Compare this with C. Although it is drawing
broadly the same conclusion, it expresses it in a
careful way which would permit its author to
fend off objections. Another 20,000 years may be
expected, on the evidence supplied. That claim
does not cease to be true, at the time of making
it, even if in 10,000 years’ time it turns out to
have been optimistic. Nor will F be falsified if
new, contrary evidence comes to light, because
the author has qualified the claim by prefacing it
with: ‘On these grounds.. .’ You should
remember these details of presentation when
you are constructing your own arguments. They
may seem like purely linguistic points; but they
can make the difference between inferring
something that can be substantiated, and
something that cannot.
Whoever inferred D has taken the right sort of
care in expressing it. It is preceded by the phrase:
‘According to the recent geological record.. .’
and draws a conclusion that the record firmly
supports. Recent ice ages (geologically speaking)

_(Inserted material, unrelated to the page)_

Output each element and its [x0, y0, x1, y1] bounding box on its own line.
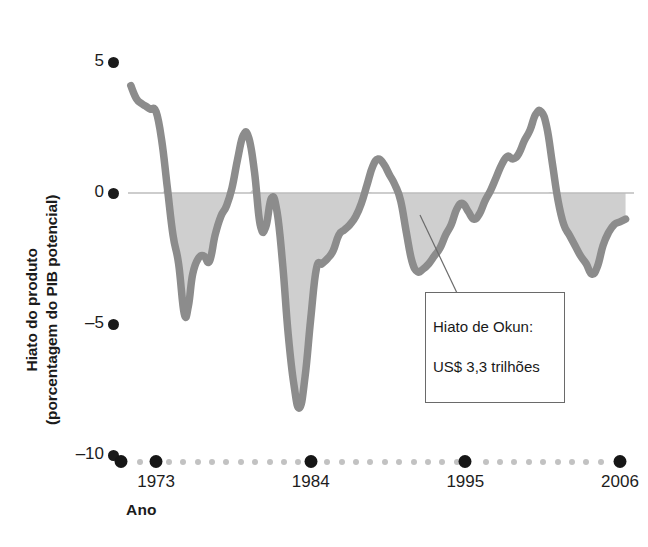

have lasted between 3 and 17 times longer than
interglacials. So glacial conditions have been the
prevailing ones during that period, and it is the
Earth’s present climatic state that is unusual. D is
a safe inference.
For E to be true it would mean that the
standard view was correct after all, and/or that
the trend of the last three glaciation cycles was
continuing. It would also require global warming
to be taking place; and to be capable of delaying
the onset of an ice age. E is not impossible, but
it would take a lot more than the claims in Doc
1 to make it true. In a word, it is unsafe.